AZERBAIJAN’S HISTORICO‐GEOGRAPHICAL FALSIFICATIONS
A Cultural, Historical and Cartographic Study
Electronic edition
Most of the territory of today’s artificially formed Republic of Azerbaijan until the 10th to 12th centuries in Graeco-Roman and Armenian sources was named Aluank/Albania (on the left bank of the Kura River), in Arabic - Arran or Aran. This has no relationship to the European country of Albania. In this work whenever the name Albania is mentioned, it refers to Caucasian Albania. In the mid 1918 the name “Azerbaijan” was given to an artificially formed “state” on the left bank of the Kura and in cis-Caspian region, in the eastern Transcaucasus, taking the name from the Iranian province of Azerbaijan (ancient Atropatene, according to Graeco-Roman sources-Atrpatakan in Armenian), in the north-west of Iran, to the south-east of Lake Urmia. This anomaly has given rise to a double meaning for the same name. In this book the name of the artificially formed state is referred to as the “Republic of Azerbaijan”, or in some cases simply “Azerbaijan”, while the Iranian province is called Iranian Azerbaijan.

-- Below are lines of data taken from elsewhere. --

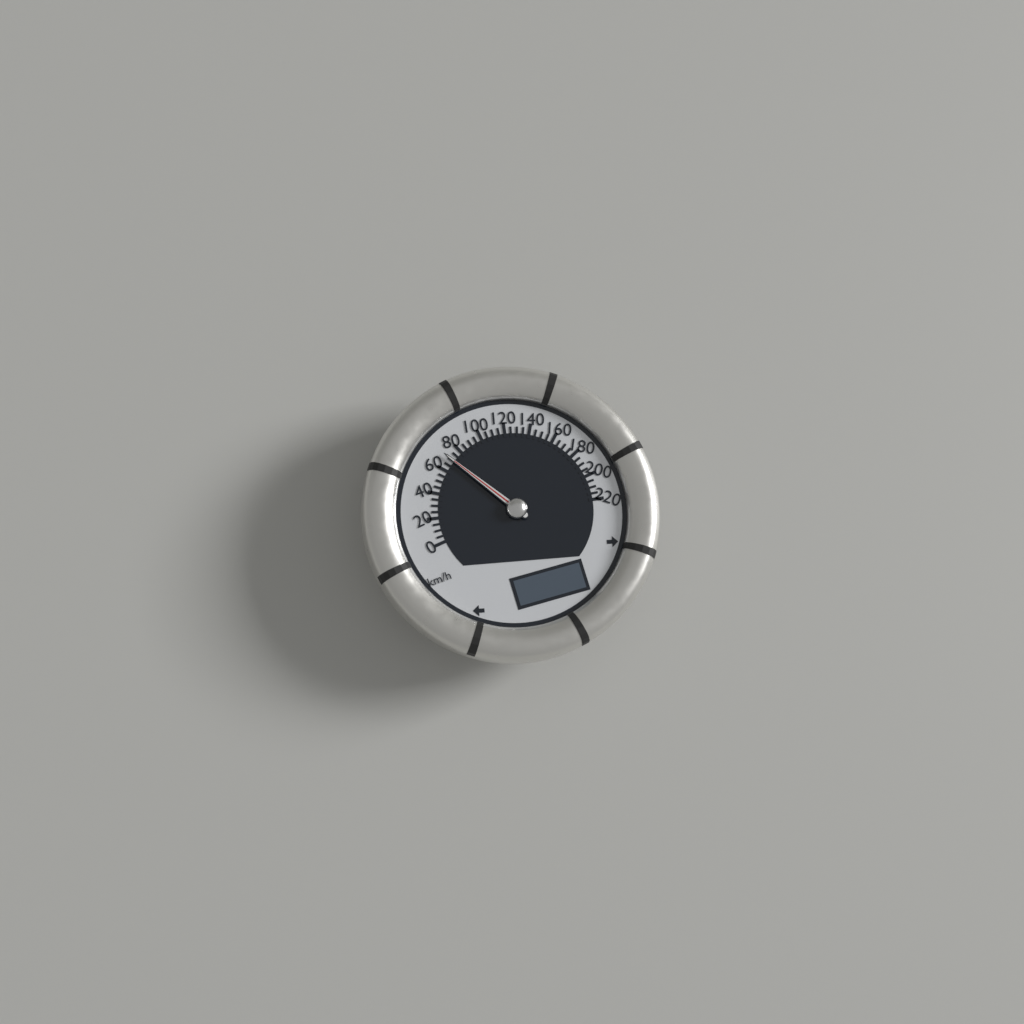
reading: 70 km/h
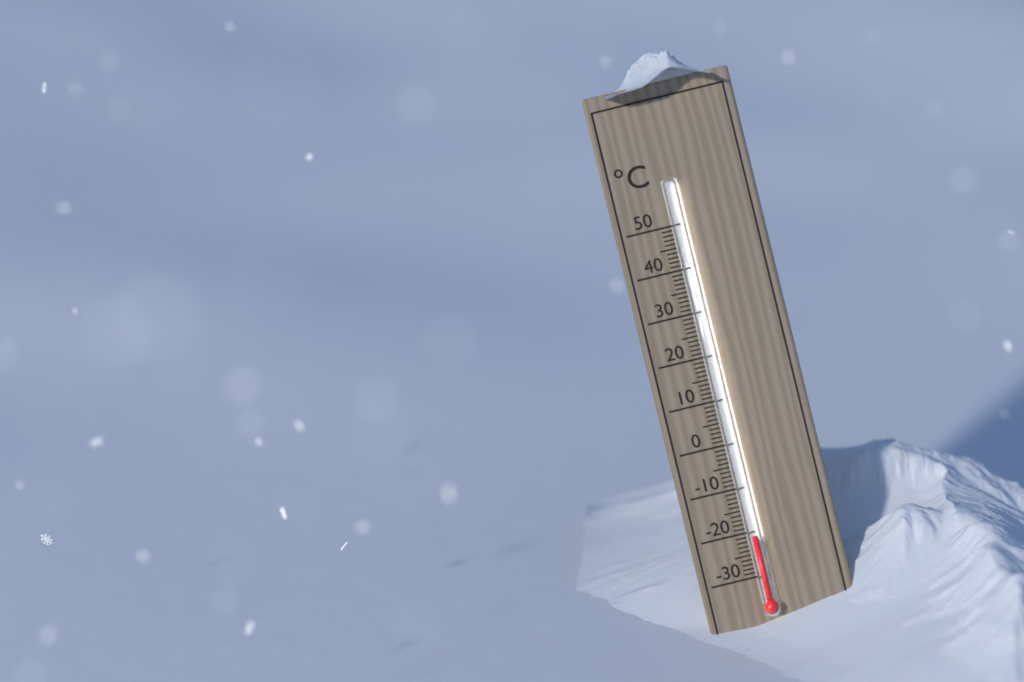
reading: -21 °C
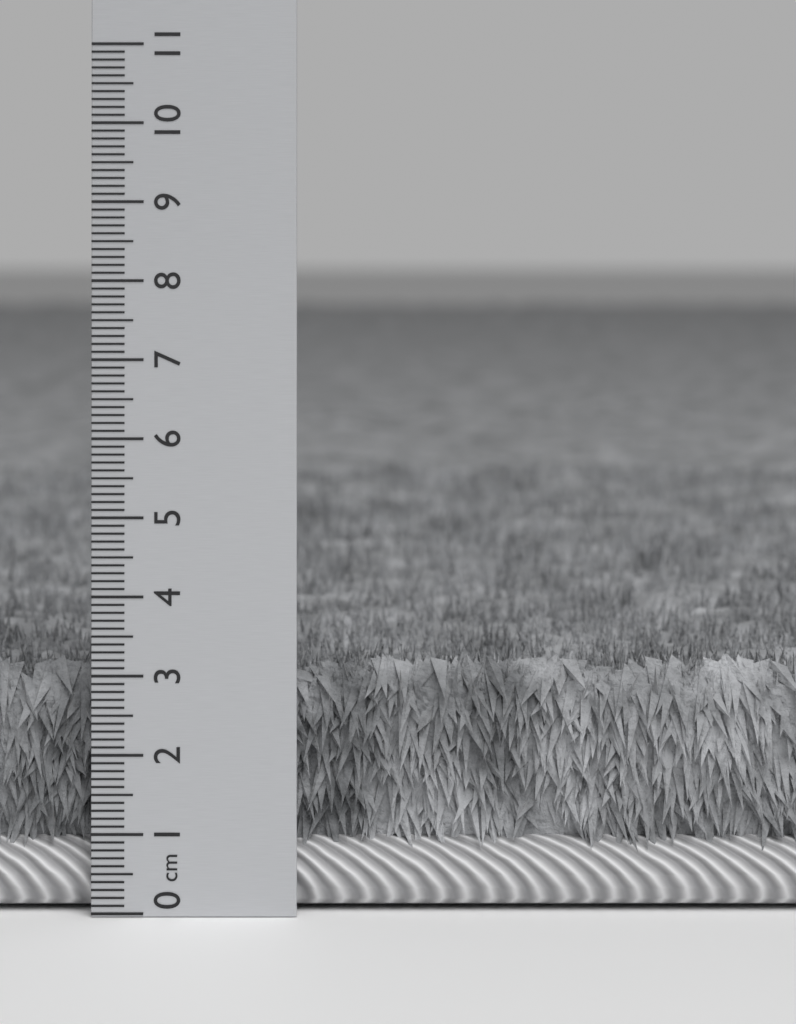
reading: 3.2 cm
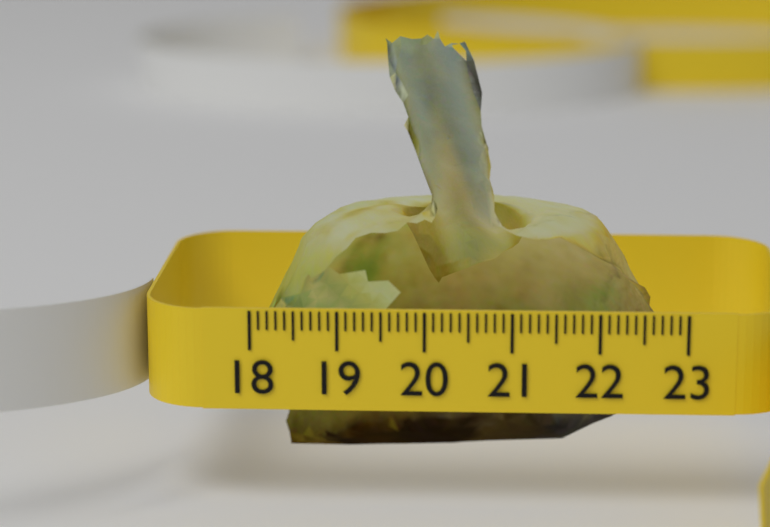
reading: 22.8 (no unit)
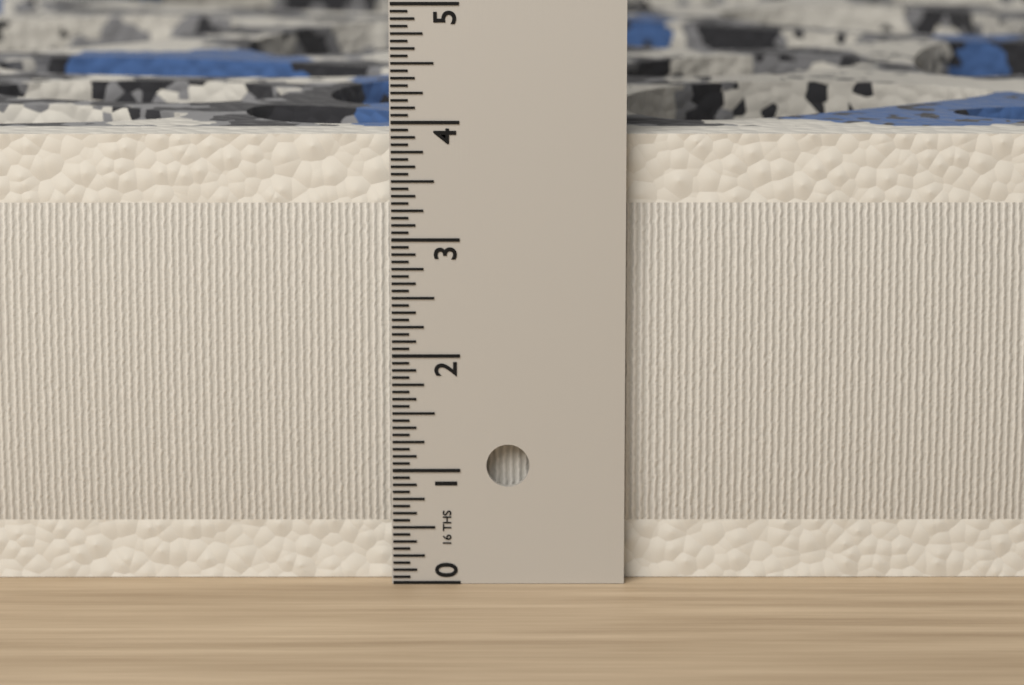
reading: 3.8750 in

The territory of the present-day Republic of Azerbaijan includes the lands of historical Albania, which lay in the triangle formed by the course of the River Kura (the left bank), the western shores of the Caspian Sea and the mountains of the Great Caucasus Range. Here, in ancient times according to Strabo, lived 26 Albanian tribes. The western and southern neighbours of the Caucasian Albania at the time were the four provinces of Siunik, Utik, Artsakh and Paytakaran of Great Armenia on the right bank of the Kura.
In addition to detailing the officially-sponsored invention of modern Azerbaijani national identity, this book also looks at the various methodologies employed by Azerbaijani historians and geographers for their falsification of the documented pasts of Armenia and Iranian Azerbaijan.